Sadler's Wells
BalletBoyz - Life
Pontus Lidberg - Rabbit
Javier de Frutos - Fiction
Returning to Sadler's Wells after Young Men, Artist Directors Michael Nunn and Willam Trevitt commission another brilliant double bill. Structured like two ends of the same argument, Rabbit and Fiction are brimming with rabbit imagery and tragicomedy.
Swedish choreographer, Pontus Lidberg's Rabbit marries surrealism and loneliness, against the cool landscape of gently wafting lengths of cloth and tolling bells.
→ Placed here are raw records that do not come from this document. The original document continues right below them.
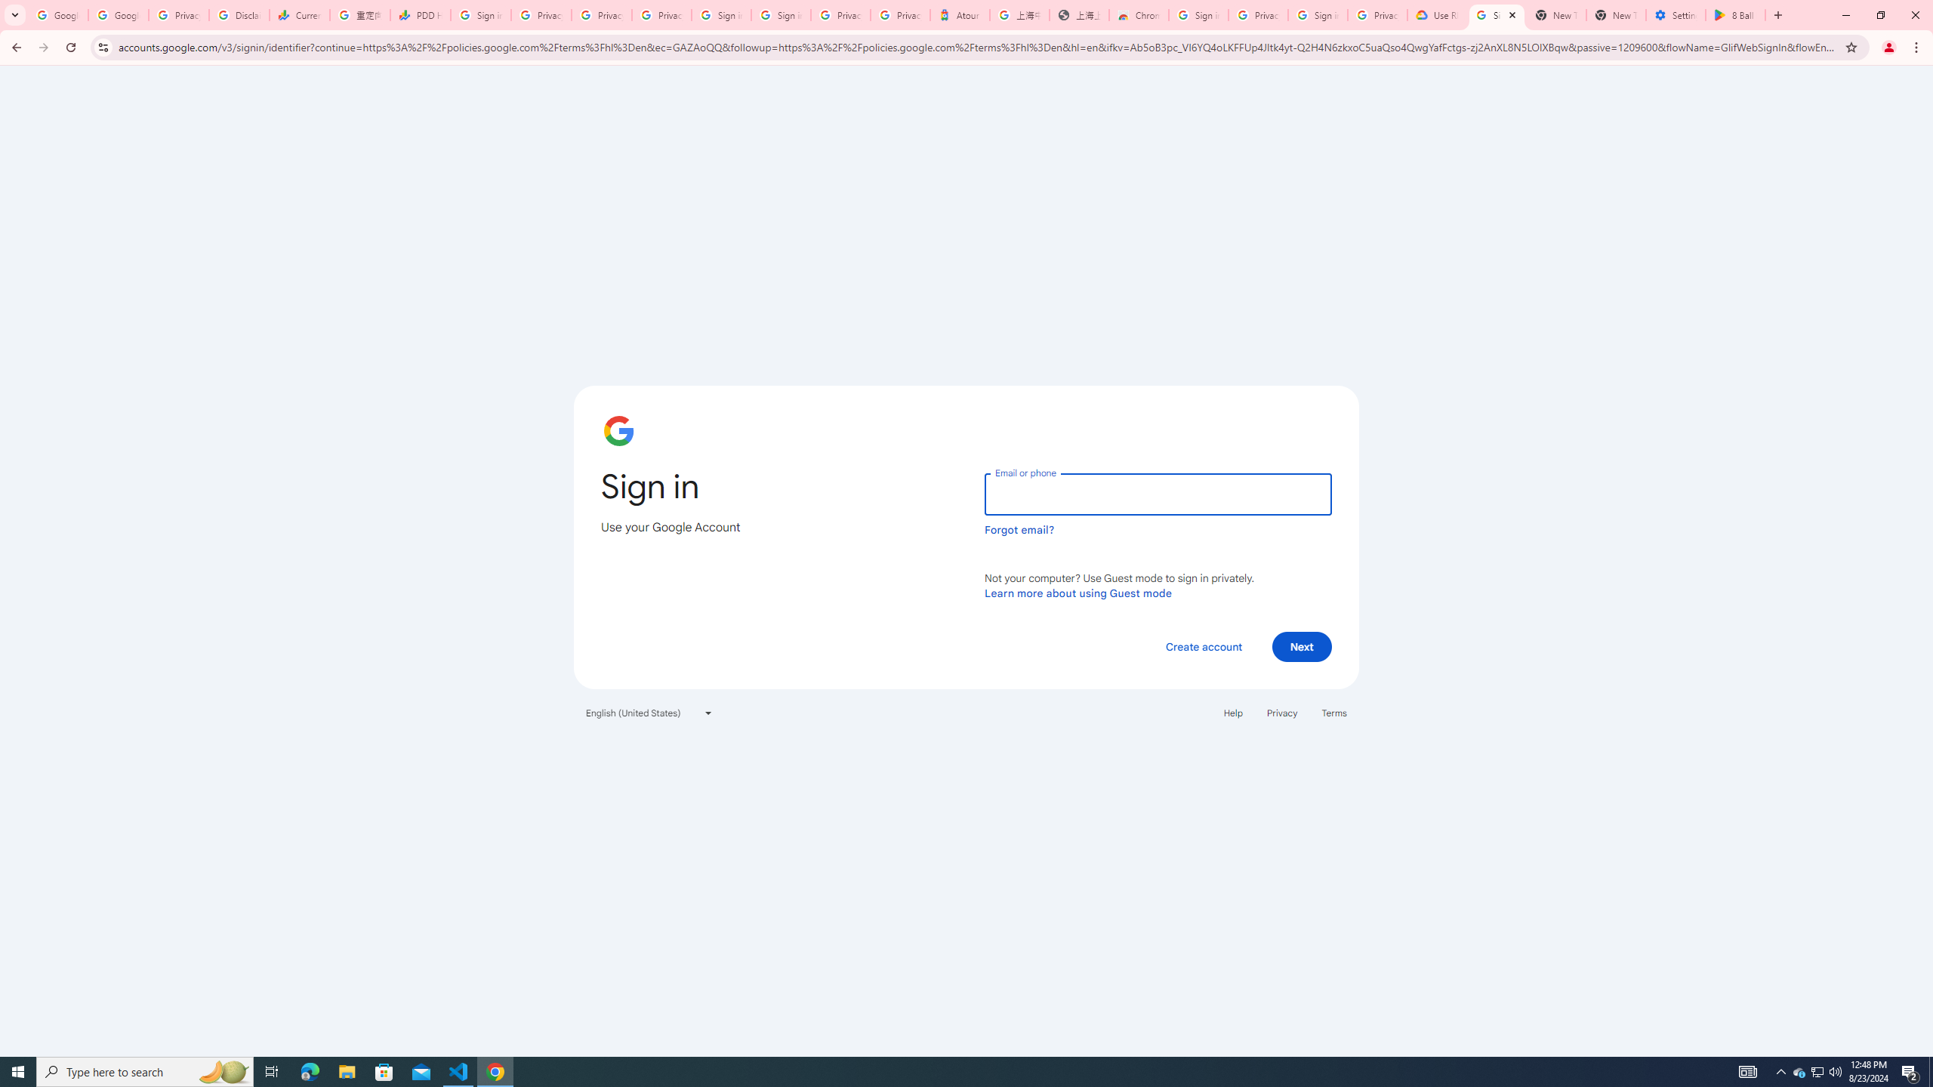 The image size is (1933, 1087). Describe the element at coordinates (1496, 15) in the screenshot. I see `Sign in - Google Accounts` at that location. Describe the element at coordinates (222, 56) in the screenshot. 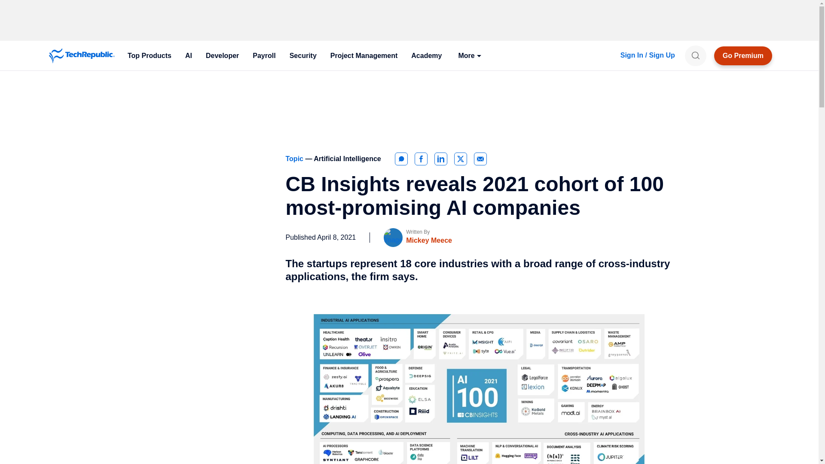

I see `Developer` at that location. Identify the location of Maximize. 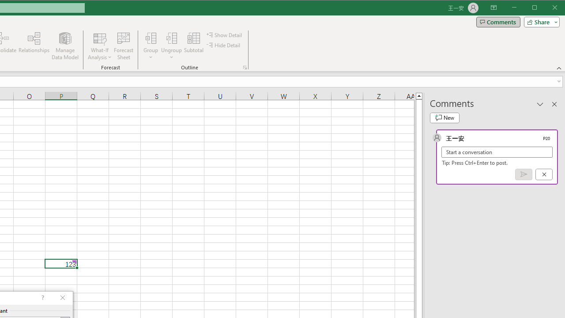
(547, 8).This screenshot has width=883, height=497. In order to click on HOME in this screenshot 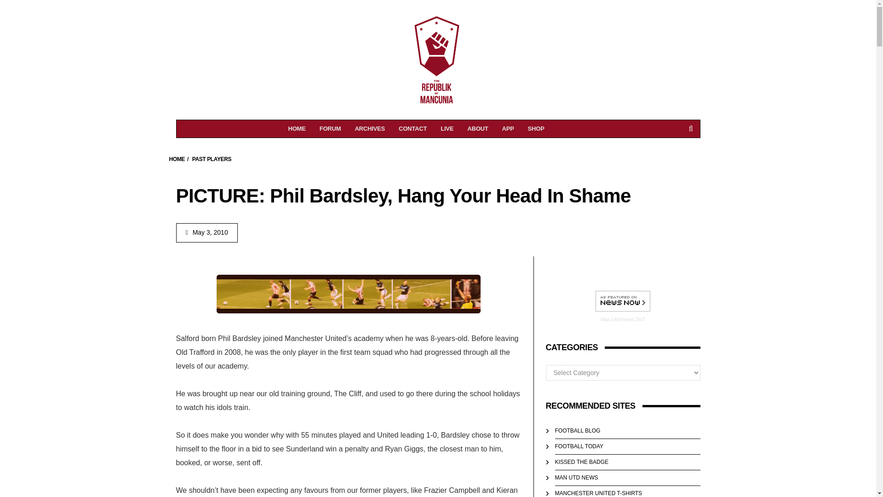, I will do `click(477, 129)`. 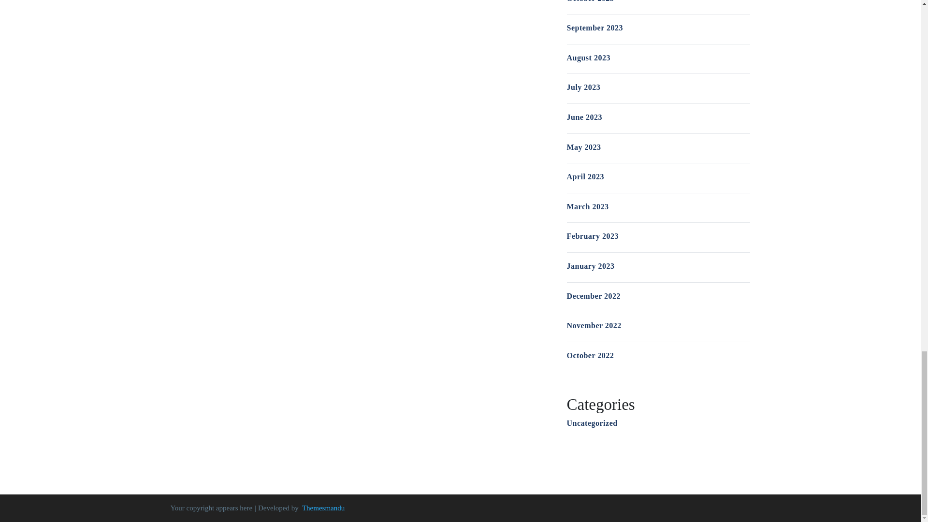 I want to click on August 2023, so click(x=588, y=58).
Clad in vaguely 1940s shirts, vests and braces, dancers with furry rabbit heads invade the space, hopping, skipping and cartwheeling. The tone is tender, with sudden outbursts in Górecki's score, which seem to initiate an exaggerated running motif that rocks back and forth. Later, a couple of rabbits linked hand to ankle, roll by like tumbleweed, as a fragile and inward solo unfolds in front of us.
From Lidberg's surreal realm, we move to Fiction, by Venezuelan choreographer Javier de Frutos. Wanting to create a work about the death of a choreographer, de Frutos imagined his own (rather inventive) death, since it 'seems impolite to kill anyone but himself'. Fiction sees a stark change in its stripped set design and the welcome use of comedy.
The dancers move with confused expressions to critic Ismene Brown's words, unfurling a canon of rippling arms and torsos beneath a large ballet barre. A throbbing mass of bodies follows shell-shocked dancer Marc Galvez, as he struggles to come to terms with the fictitious death of his choreographer. De Frutos creates gorgeous kaleidoscopic formations around the ballet barre, as the men slice the air with blade-like arms. He takes full advantage of the BalletBoyz's precision, and risk-taking athleticism.
The curtain comes down on de Frutos' work with Galvez spinning, arms open to Donna Summer's anthem Last Dance. De Frutos is at once dead, resurrected and alive.
Maya Pindar
Life is at Sadler's Wells until Sunday 24 April.